The Seventh Circuit then addressed its second reason for rejecting the implied failure-to-conciliate affirmative defense: there is no standard of review. The Second, Fifth, and Eleventh Circuits apply an in-depth, three-part inquiry into the EEOC’s conciliation efforts, while the Fourth, Sixth, Eighth, and Tenth Circuits employ a lower good-faith threshold. The reason for this wide discrepancy is at least in part due to a lack of statutory guidance. Those Circuits that adopted the good faith requirement have done so in part by following the lead of the National Labor Relations Act (“NLRA”). The Seventh Circuit disagreed, countering that the NLRA has explicit language requiring employers and unions to negotiate in good faith. Finally, the Seventh Circuit cautioned that even in the NLRA, where there is clear statutory language, enforcement of a good faith standard is very difficult, and that it would be near-impossible in the Title VII context, where there is no such explicit language.
Additionally, the Mach Mining court notes, any method of review would require some type of evidence. However, the sentence immediately following the conciliation mandate in Title VII forbids anyone from revealing any details of the conciliation process, and even provides criminal penalties for doing so. Since the conciliation process is strictly confidential, nothing can be used as evidence to show a court that the EEOC failed to conciliate, whatever the standard of review.
Finally, the Seventh Circuit pointed out public policy concerns with Mach Mining’s argument. Implying an affirmative defense could encourage employers to use the conciliation process as a means of undermining the enforcement of Title VII. It would certainly encourage employers to litigate heavily the conciliation efforts by the EEOC, as they could potentially lead to dismissal of a Title VII claim. As a result, this would add a great deal of time and expense to the process for both sides, as well as for the courts. Additionally, it would very strongly encourage employers to aggressively pursue failure-to-conciliate litigation. The Seventh Circuit also held that even if conciliation efforts were reviewable and could be used as an affirmative defense, the proper remedy cannot be dismissal of the case, but rather sending the parties back to the negotiating table.
Busk v. Integrity Staffing Solutions, Inc., 713 F.3d 525 (9th Cir. 2013)

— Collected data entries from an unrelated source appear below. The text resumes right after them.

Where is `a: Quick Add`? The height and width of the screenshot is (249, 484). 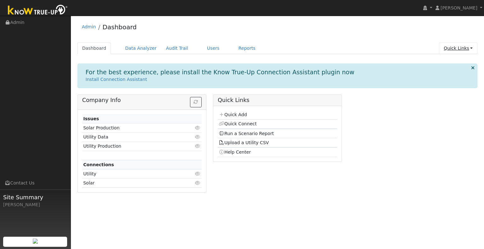
a: Quick Add is located at coordinates (232, 115). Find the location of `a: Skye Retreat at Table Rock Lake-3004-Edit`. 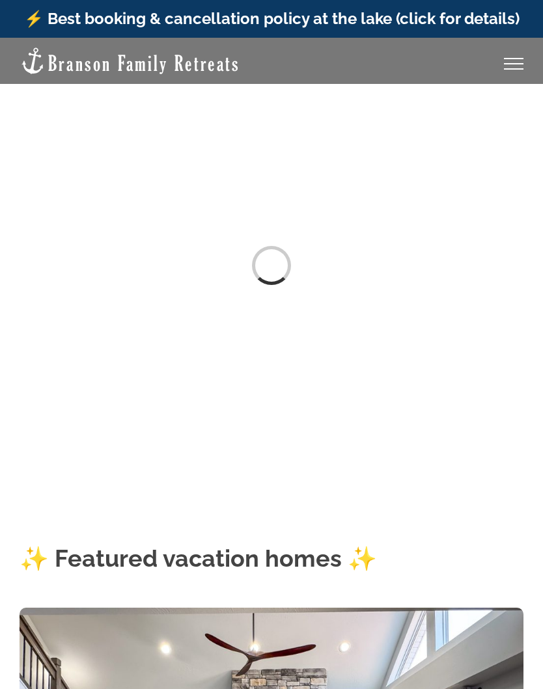

a: Skye Retreat at Table Rock Lake-3004-Edit is located at coordinates (271, 615).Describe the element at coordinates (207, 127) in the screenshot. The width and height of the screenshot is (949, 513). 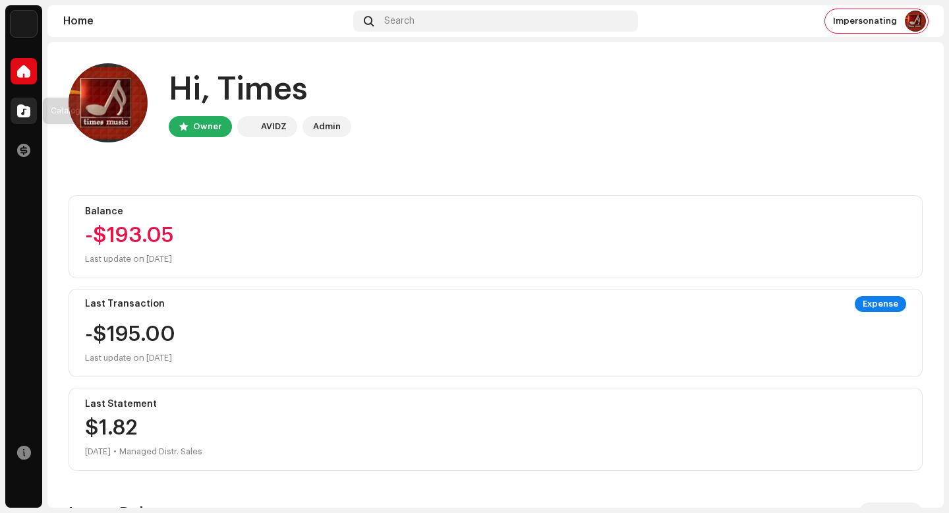
I see `div: Owner` at that location. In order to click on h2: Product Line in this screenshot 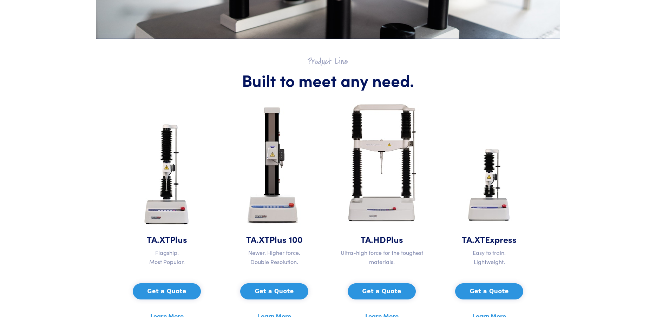, I will do `click(328, 61)`.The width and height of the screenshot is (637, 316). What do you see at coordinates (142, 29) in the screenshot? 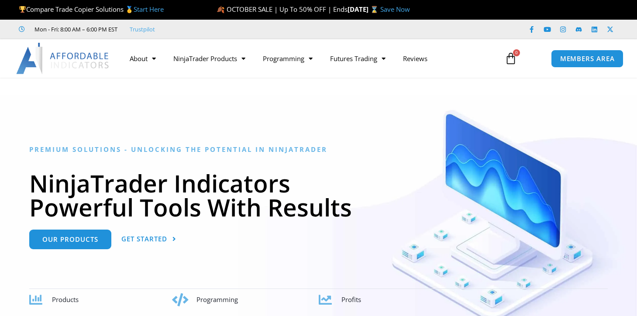
I see `a: Trustpilot` at bounding box center [142, 29].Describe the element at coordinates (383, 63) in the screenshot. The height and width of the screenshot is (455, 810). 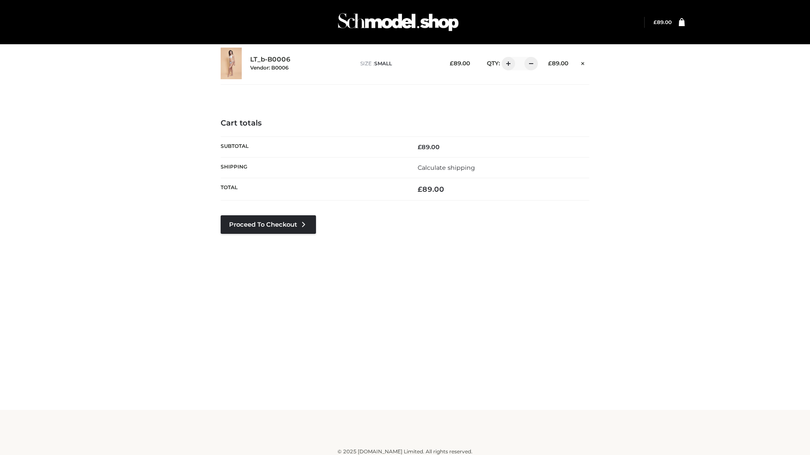
I see `span: SMALL` at that location.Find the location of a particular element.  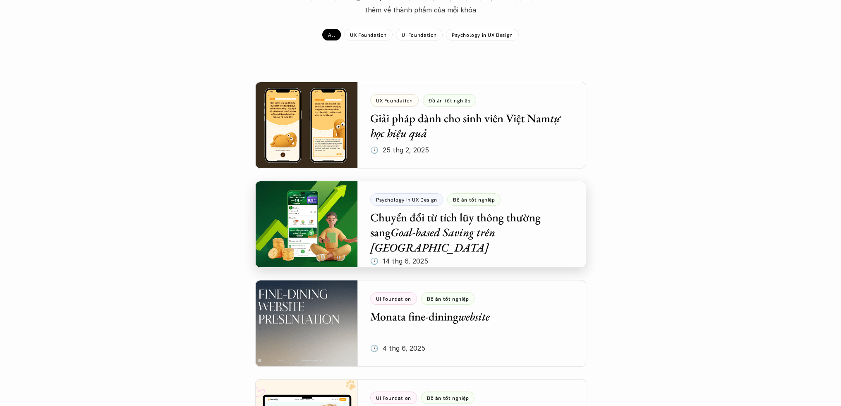

a: Psychology in UX DesignĐồ án tốt nghiệpChuyển đổi từ tích lũy thông thường sangGoal-based Saving ... is located at coordinates (421, 225).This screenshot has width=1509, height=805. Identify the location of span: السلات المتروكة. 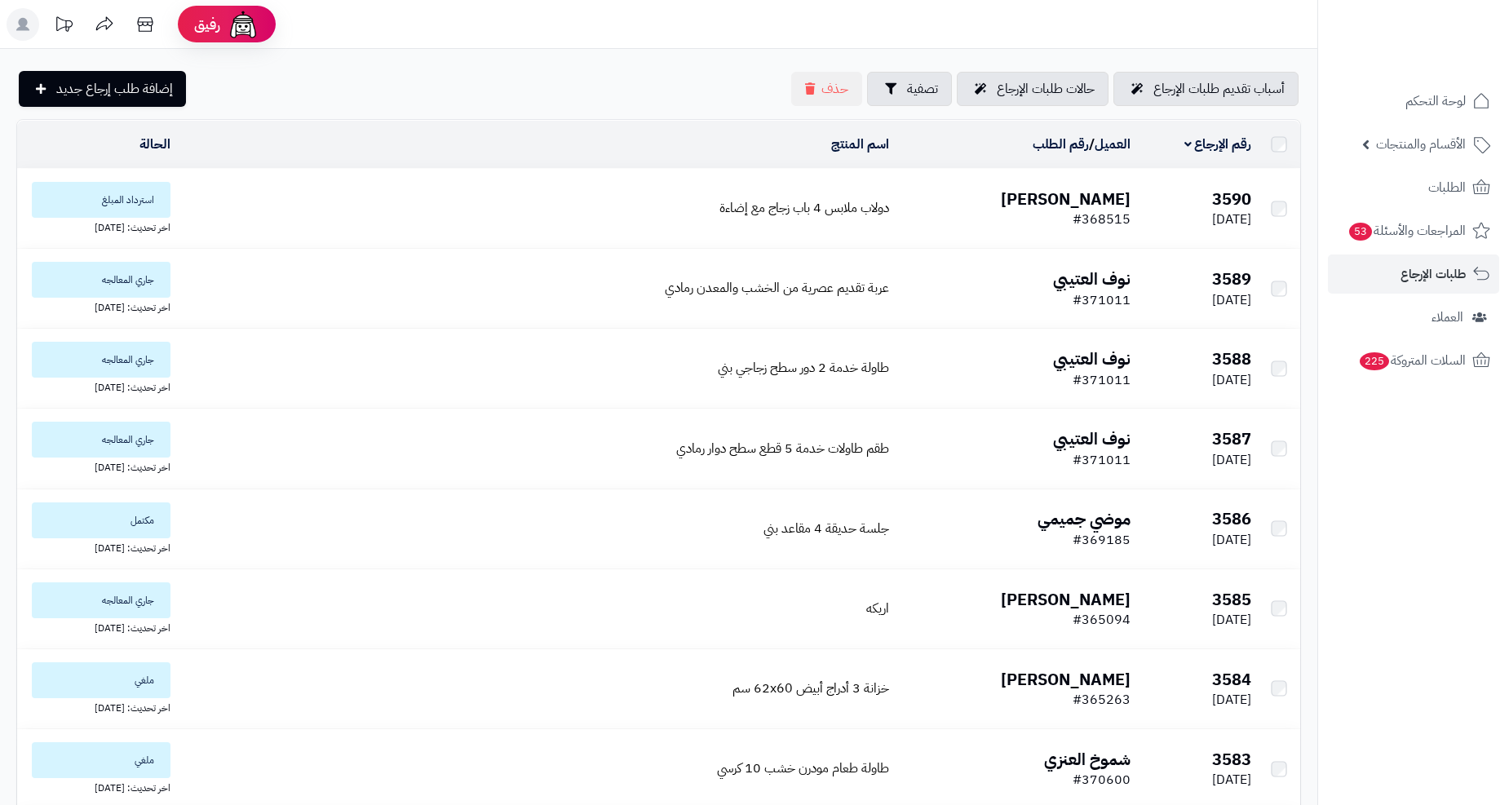
(1412, 361).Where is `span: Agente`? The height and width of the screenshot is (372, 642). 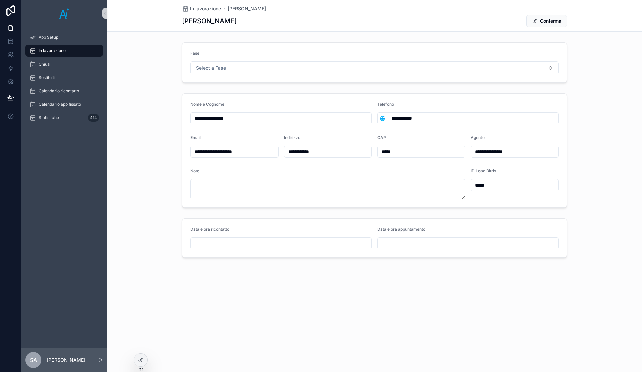
span: Agente is located at coordinates (478, 138).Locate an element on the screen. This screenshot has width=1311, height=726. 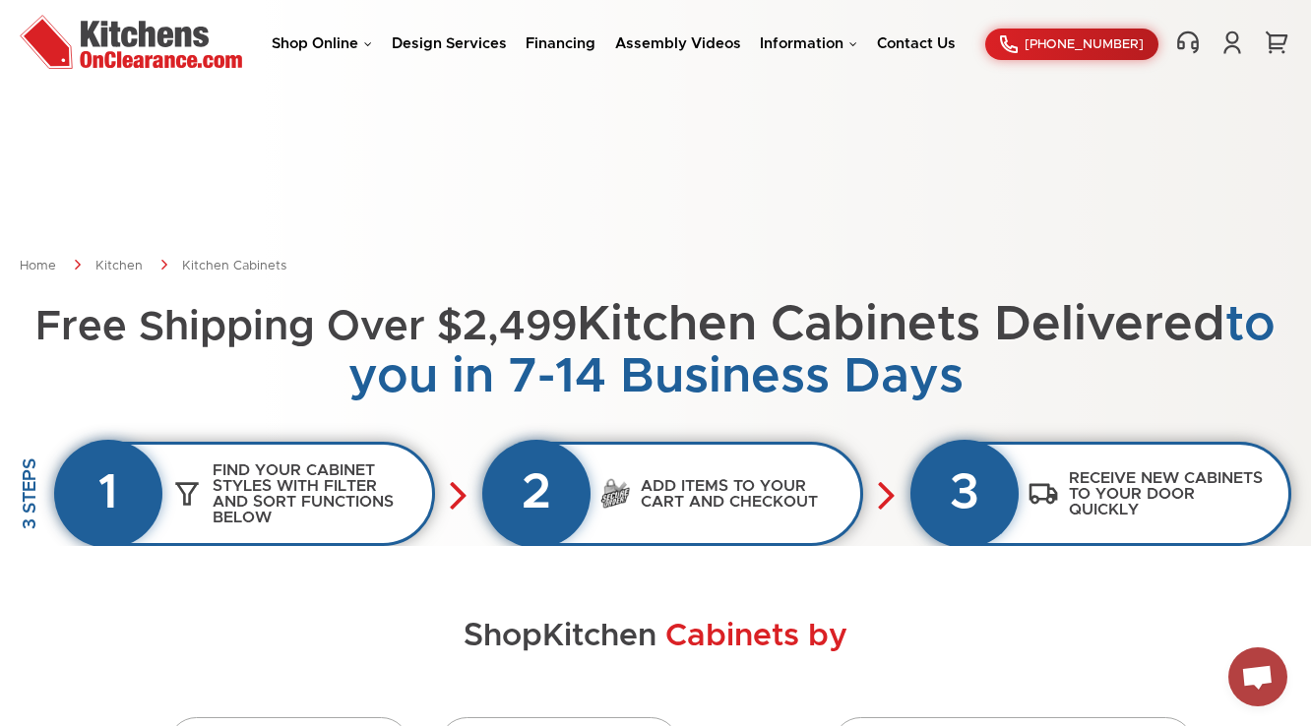
a: Information is located at coordinates (808, 43).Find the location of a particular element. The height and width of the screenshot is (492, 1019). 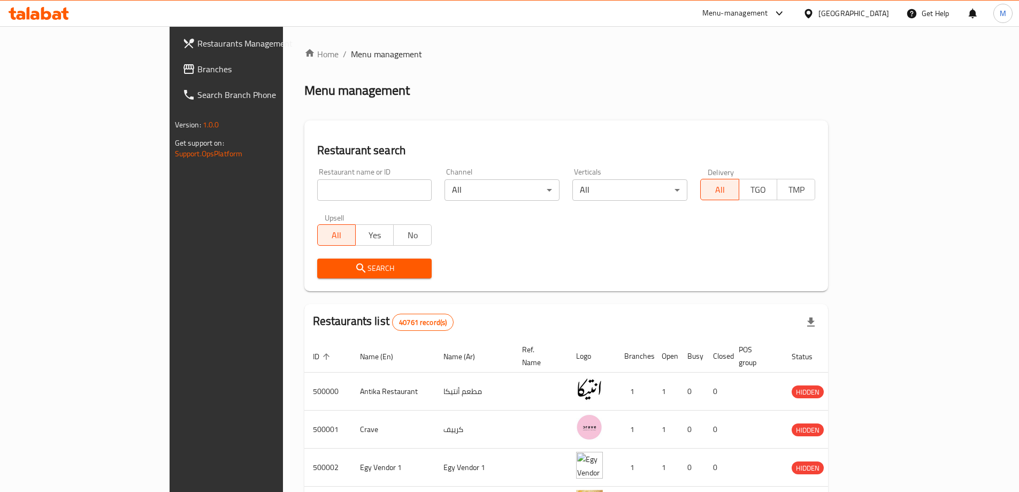

td: كرييف is located at coordinates (474, 429).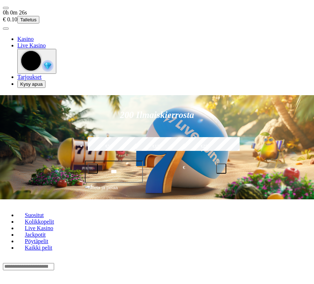  Describe the element at coordinates (109, 146) in the screenshot. I see `label: €50` at that location.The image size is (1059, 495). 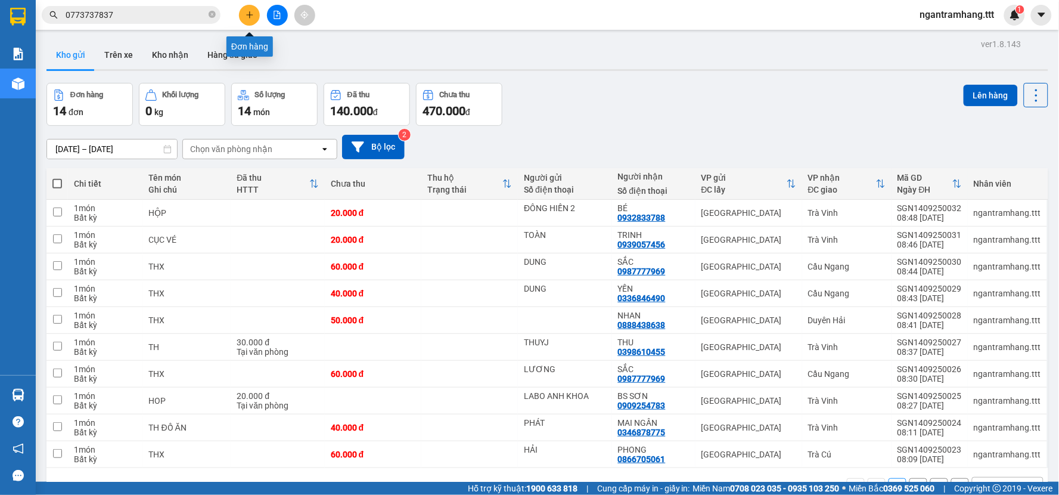 What do you see at coordinates (892, 488) in the screenshot?
I see `span: Miền Bắc` at bounding box center [892, 488].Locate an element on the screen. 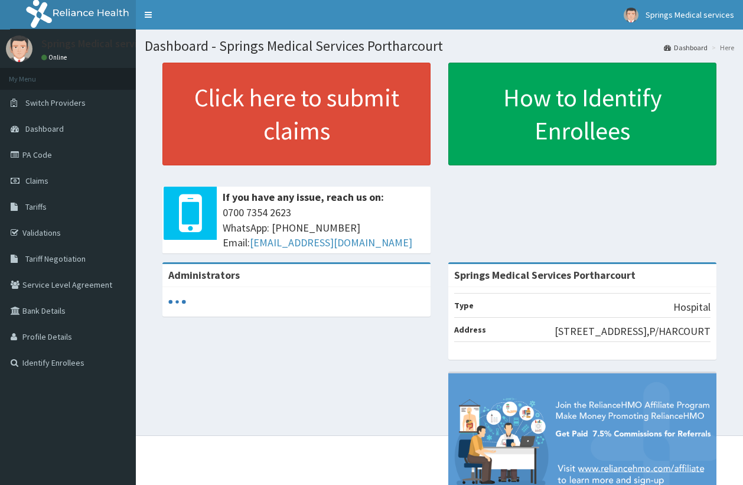 The width and height of the screenshot is (743, 485). p: Hospital is located at coordinates (691, 307).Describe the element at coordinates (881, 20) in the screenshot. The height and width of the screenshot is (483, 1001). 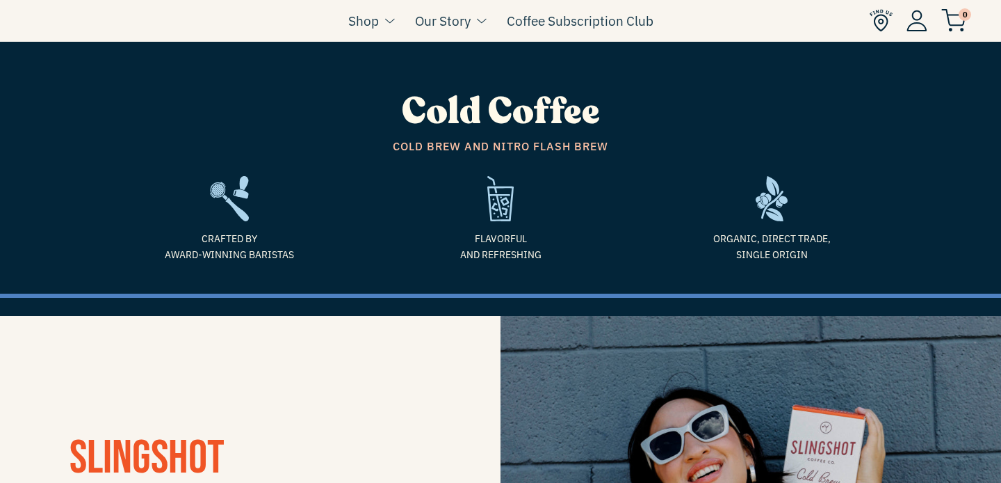
I see `img: Find Us` at that location.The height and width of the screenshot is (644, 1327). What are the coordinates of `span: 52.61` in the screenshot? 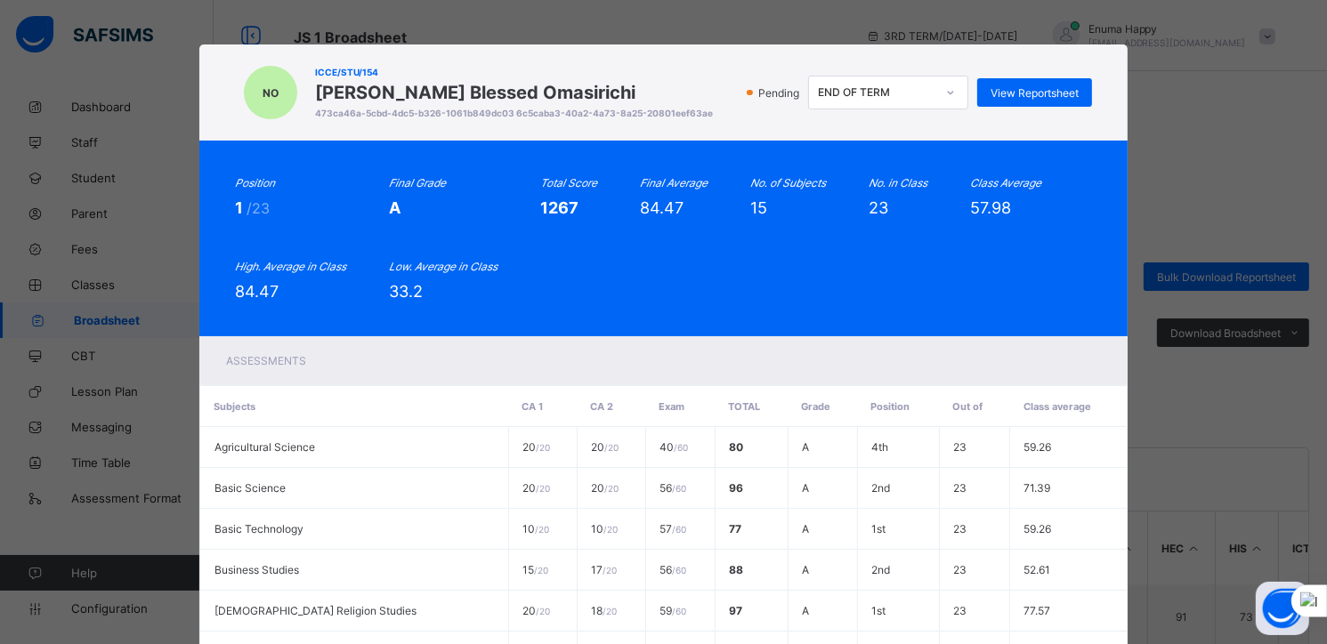 It's located at (1037, 570).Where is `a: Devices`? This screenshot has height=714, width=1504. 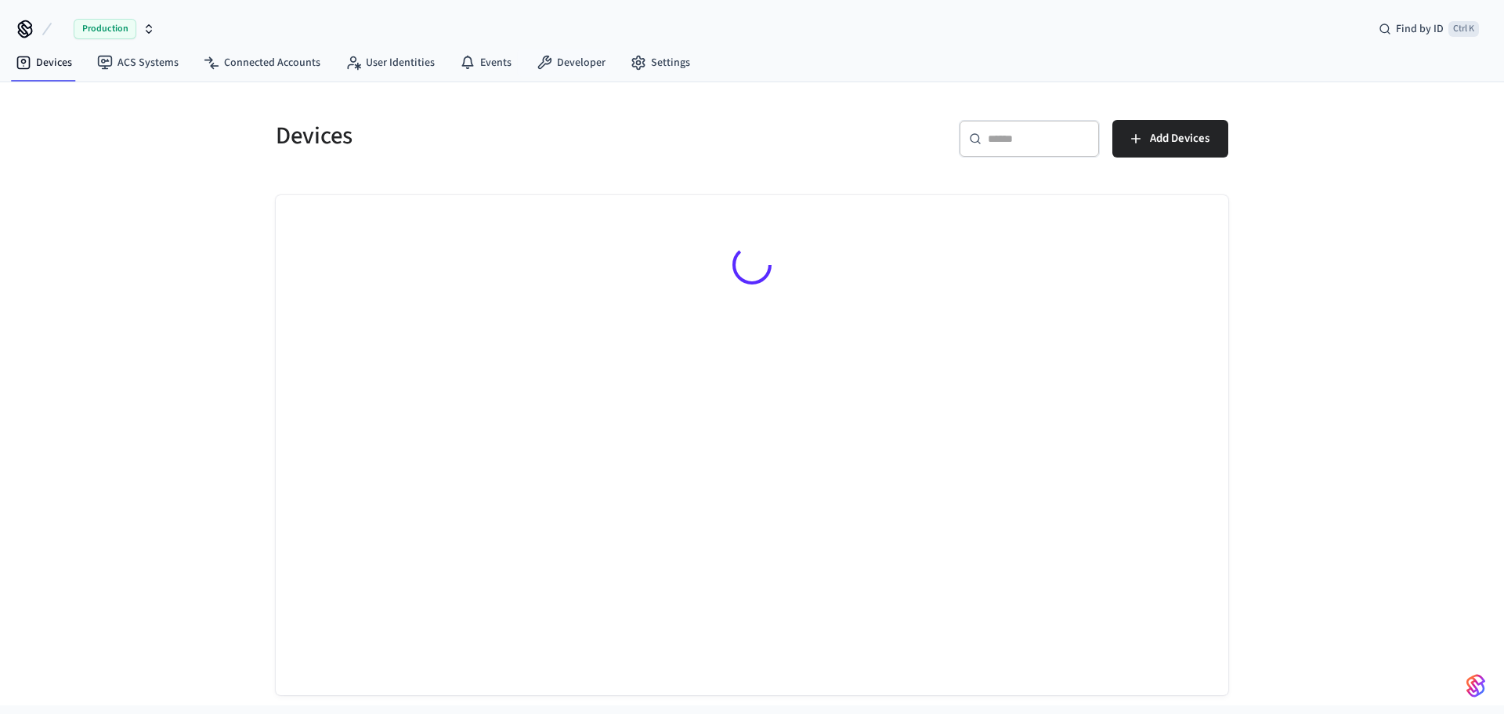 a: Devices is located at coordinates (44, 63).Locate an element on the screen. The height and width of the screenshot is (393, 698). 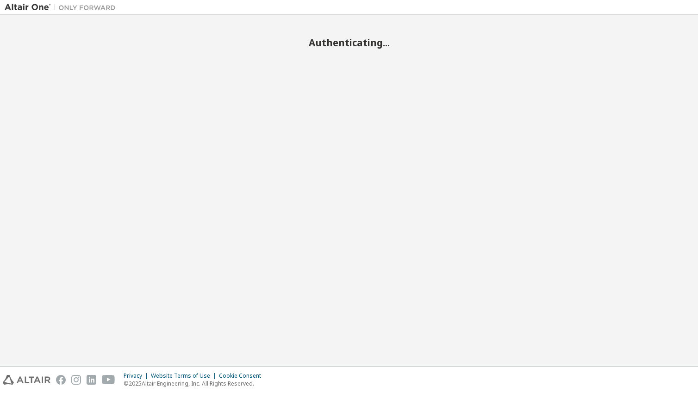
h2: Authenticating... is located at coordinates (349, 43).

This case involves what qualifies as compensable time under the Fair Labor Standards Act (“FLSA”). The defendant, Integrity Staffing, is a company that provides space and staffing for clients like Amazon.com. The plaintiffs, Jesse Busk and Laurie Castro, worked in warehouses in Nevada filling orders for Amazon.com customers. At the end of each workday, all employees were required to go through a security screening, which could take up to 25 minutes. Additionally, employees’ 30-minute lunch breaks were often shortened by up to 10 minutes due to a five-minute walk and security process on the way to and from the cafeteria. The plaintiffs sought compensation for this time, while the defendant claimed that neither activity was covered by the FLSA.
The rule the Ninth Circuit applied to the post-work security process derives from the 1947 Port-to-Portal Act. The rule laid out was that employees generally need not be compensated for activities just before and just after work (such as putting on a uniform, traveling to work, etc.). There is, however, an exception that requires an employee to be compensated for such activity when it is “integral and indispensable” to the employee’s job. This means that the activity must be (1) necessary, and (2) done for the benefit of the employer.
The Ninth Circuit found that the district court relied too heavily on cases where the FLSA did not cover time spent in security clearance. These cases, the Ninth Circuit found, were distinguishable from the current case because in those cases, the security was not for the benefit of the employers. For example, one case involved construction workers at an airport, and another involved a nuclear power plant, both of which required security for all entrants, visitors included. The Ninth Circuit found that the district court incorrectly assumed that security checks could never qualify for compensation under the FLSA, and neglected the “integral and indispensable” analysis. In the current case, however, the security check was being done at the end of the day in order to prevent employee theft, which was indisputably for the benefit of the employer. Therefore, the Ninth Circuit held that the plaintiffs had a right to be compensated for time spent going through the post-work security line.
The claim regarding lunch time posed a different issue. The FLSA requires that, if an employee is not to be paid for her lunch break, she cannot be required to continue with any work-related duties during that break. The plaintiffs here argued that because the clocks (where they clocked in and out of work) were placed so far from the cafeteria, part of their work duty included the 5-minute walk to and from the clock. The court disagreed, finding that walking to the cafeteria was not work-related and thus did not qualify under the FLSA.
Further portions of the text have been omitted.